In an announcement published by local news outlets, José Manuel Martínez Quiroz, who was identified as the commander of the northern front of the E.L.N., said the group had commands with “economic missions and one of them” took the elder Mr. Díaz, who is known as Mane. But it said he would be freed because he was the family member of “a great athlete whom all Colombians love.”
Although kidnappings for ransom and extortion in Colombia have resurged in recent years after a lull, E.L.N.’s initial statement did not make any demands in exchange for the release of Mr. Díaz.
Three days later, the E.L.N. blamed the Colombian military for the delay. In a statement, the group said on Sunday that it was trying to avoid incidents with the Colombian authorities, but that the area remained militarized with flyovers and arriving troops.
The situation, it said, “does not allow the execution of the liberation plan quickly and safely.”
The following day, the military announced that it was withdrawing from the region where Mr. Díaz was believed to be held. But when he had still not been freed by Tuesday, Otty Patiño, Colombia’s chief negotiator in peace talks with the E.L.N., told reporters that there was “no excuse” for the delay. He said the guerrilla group had been in contact with the United Nations and Roman Catholic Church.
The kidnapping captured the attention of a country of nearly 52 million not just because soccer is the most popular sport there, but also because it stoked concerns about increasing insecurity and whether the government was doing enough to stop it.

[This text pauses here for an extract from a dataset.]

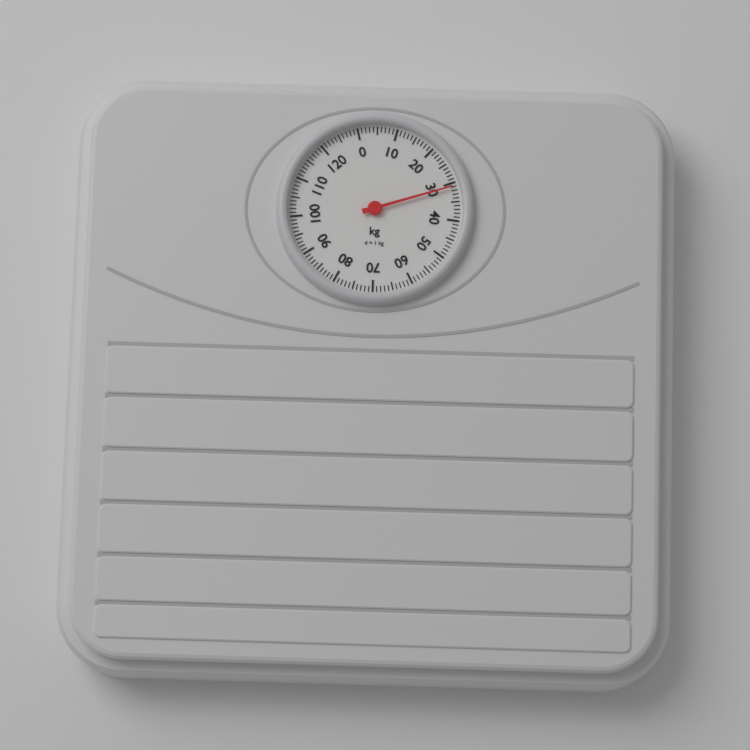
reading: 31 kg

In public pleas and in marches in Mr. Díaz’s hometown, Colombians called for his father’s release.
The Colombian government, under President Gustavo Petro, had been negotiating a peace treaty with the E.L.N., and a six-month cease-fire was to begin in August. But after the elder Mr. Díaz was kidnapped, Mr. Petro said that the E.L.N. had committed an act that “goes against the very peace process.”

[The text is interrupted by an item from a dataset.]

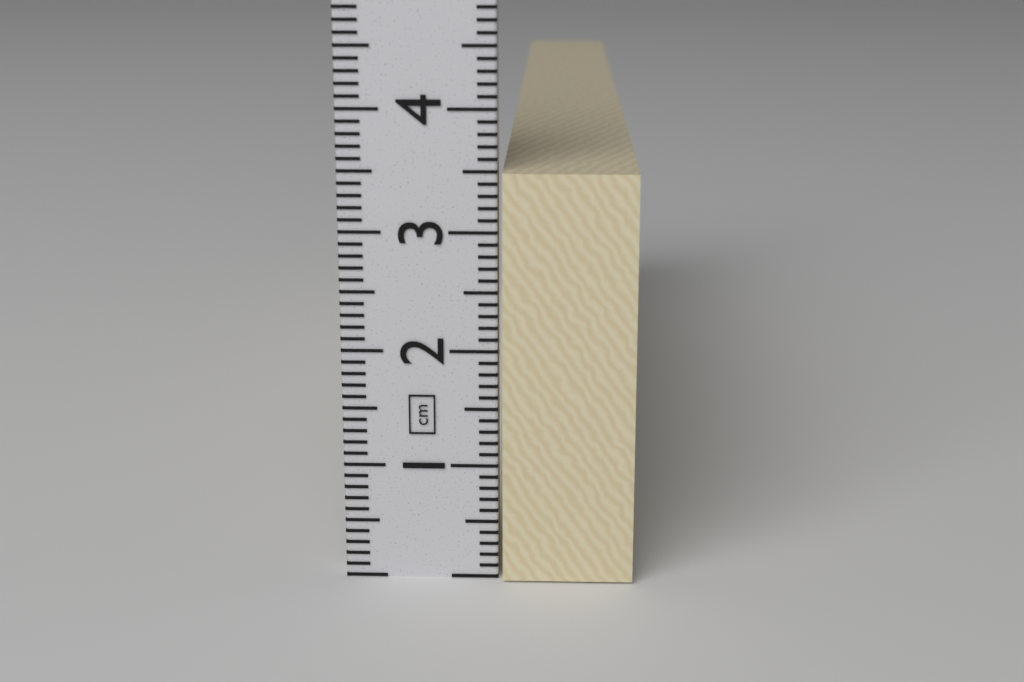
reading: 3.5 cm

After Mr. Díaz was freed, the Colombian peace commission negotiating with the E.L.N. said that the recent kidnapping had “plunged our talks into a critical situation” and called for all other people held captive to be freed immediately.
The E.L.N.’s top commander, Eliécer Herlinto Chamorro, known by his nom de guerre, Antonio García, said last week in a statement, according to local reports, that the elder Mr. Díaz’s kidnapping had been “an error” and called his son, 26, a symbol for Colombia.
The younger Mr. Díaz, who is known as Lucho, has shone for his country’s national team. He rose from playing for his local Indigenous team to larger clubs in Colombia, eventually landing at Liverpool with a contract reportedly worth more than $60 million. Mr. Díaz’s father was a gifted amateur player in Barrancas and trained his son.
The Liverpool player sat out the first game after his father’s kidnapping but returned to action on Sunday. After scoring a late game-tying goal in a 1-1 draw against Luton, he pulled up his jersey to reveal an undershirt that read, “Freedom for Papa” in Spanish.
After the game, he pleaded for his father’s release.
“Every second, every minute, our distress grows,” he wrote in a statement. “My mother, my brothers and I are desperate, anguished and without words to describe what we’re feeling. This suffering will only end when we have him back home.”
On Thursday, Mr. Díaz received his wish.